First, document the copy: photograph the copyright page (the number line and any edition statement) and the dust-jacket flap — an unclipped, priced jacket matters. Confirm the points of issue above against your copy, and use the free First Edition Checker to decode the printing. To sell, the author’s collecting guide covers the market. And if you are clearing books in the Albuquerque area, the New Mexico Literacy Project offers free pickup, any condition, and makes sure collectible copies are identified rather than discarded.
Glossary
- First edition
- Every copy printed from the first setting of type. Collectors usually want the first edition, first printing (the true first).

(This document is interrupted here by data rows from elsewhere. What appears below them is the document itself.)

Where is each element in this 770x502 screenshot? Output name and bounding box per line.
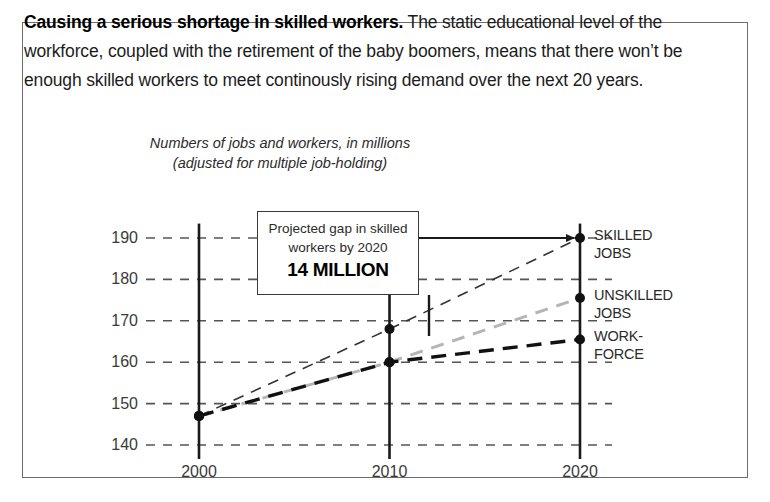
- series-end-label: SKILLEDJOBS: [594, 227, 652, 262]
- figure-root: Causing a serious shortage in skilled wo…: [0, 0, 770, 502]
- callout-line-1: Projected gap in skilled: [258, 219, 418, 238]
- gap-callout-box: Projected gap in skilled workers by 2020…: [257, 211, 419, 295]
- y-axis-tick-label: 150: [92, 395, 138, 413]
- headline-paragraph: Causing a serious shortage in skilled wo…: [24, 8, 704, 95]
- series-end-label: UNSKILLEDJOBS: [594, 287, 673, 322]
- x-axis-tick-label: 2010: [350, 463, 430, 481]
- chart-title: Numbers of jobs and workers, in millions: [0, 133, 560, 153]
- series-label-line-1: WORK-: [594, 328, 644, 346]
- chart-subtitle: (adjusted for multiple job-holding): [0, 153, 560, 173]
- chart-title-block: Numbers of jobs and workers, in millions…: [0, 133, 560, 173]
- series-label-line-2: JOBS: [594, 305, 673, 323]
- series-label-line-2: JOBS: [594, 245, 652, 263]
- x-axis-tick-label: 2020: [540, 463, 620, 481]
- y-axis-tick-label: 140: [92, 436, 138, 454]
- series-end-label: WORK-FORCE: [594, 328, 644, 363]
- y-axis-tick-label: 170: [92, 312, 138, 330]
- series-label-line-2: FORCE: [594, 346, 644, 364]
- y-axis-tick-label: 190: [92, 229, 138, 247]
- y-axis-tick-label: 180: [92, 270, 138, 288]
- callout-line-2: workers by 2020: [258, 238, 418, 257]
- series-label-line-1: UNSKILLED: [594, 287, 673, 305]
- series-label-line-1: SKILLED: [594, 227, 652, 245]
- y-axis-tick-label: 160: [92, 353, 138, 371]
- headline-lead: Causing a serious shortage in skilled wo…: [24, 12, 403, 32]
- callout-value: 14 MILLION: [258, 257, 418, 282]
- x-axis-tick-label: 2000: [159, 463, 239, 481]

- First printing / impression
- A single press run from that setting. The first printing is the earliest and most desirable; later printings are still the first edition but not the true first.
- Number line (printer's key)
- A row of numbers on the copyright page (e.g. 10 9 8 7 6 5 4 3 2 1). The lowest number present is the printing — a line including 1 marks a first printing (Random House deliberately ends at 2).
- Points of issue
- Specific physical details — a stated edition, a number line, a typo, a jacket state — that identify the true first printing.
- Book-club edition (BCE)
- A reprint made for a book club. Tells include a blind-stamped dot or square on the rear board and a dust jacket with no printed price. Not the true first.
- First thus
- The first appearance of a particular version (first paperback, first illustrated, first U.S. printing) — a first of that kind, not the first edition of the work.
Related first editions
- The Years (Les Années) — Annie Ernaux
- Possession — A.S. Byatt
- The Line of Beauty — Alan Hollinghurst
- The Plague (La Peste) — Albert Camus
- Cancer Ward (Rakovy korpus) — Aleksandr Solzhenitsyn
- One Day in the Life of Ivan Denisovich — Aleksandr Solzhenitsyn
- One Day in the Life of Ivan Denisovich (Odin den Ivana Denisovicha) — Aleksandr Solzhenitsyn
- The First Circle (V kruge pervom) — Aleksandr Solzhenitsyn
How to cite this page
New Mexico Literacy Project. “Is Missing Person (Rue des boutiques obscures) by Patrick Modiano a First Edition? Points of Issue.” NMLP First-Edition Identification Reference. Reviewed 4 July 2026. Retrieved from https://newmexicoliteracyproject.org/first-edition/missing-person. Licensed CC BY 4.0 — part of the open Canonical First-Edition Points of Issue dataset (DOI 10.5281/zenodo.21184548).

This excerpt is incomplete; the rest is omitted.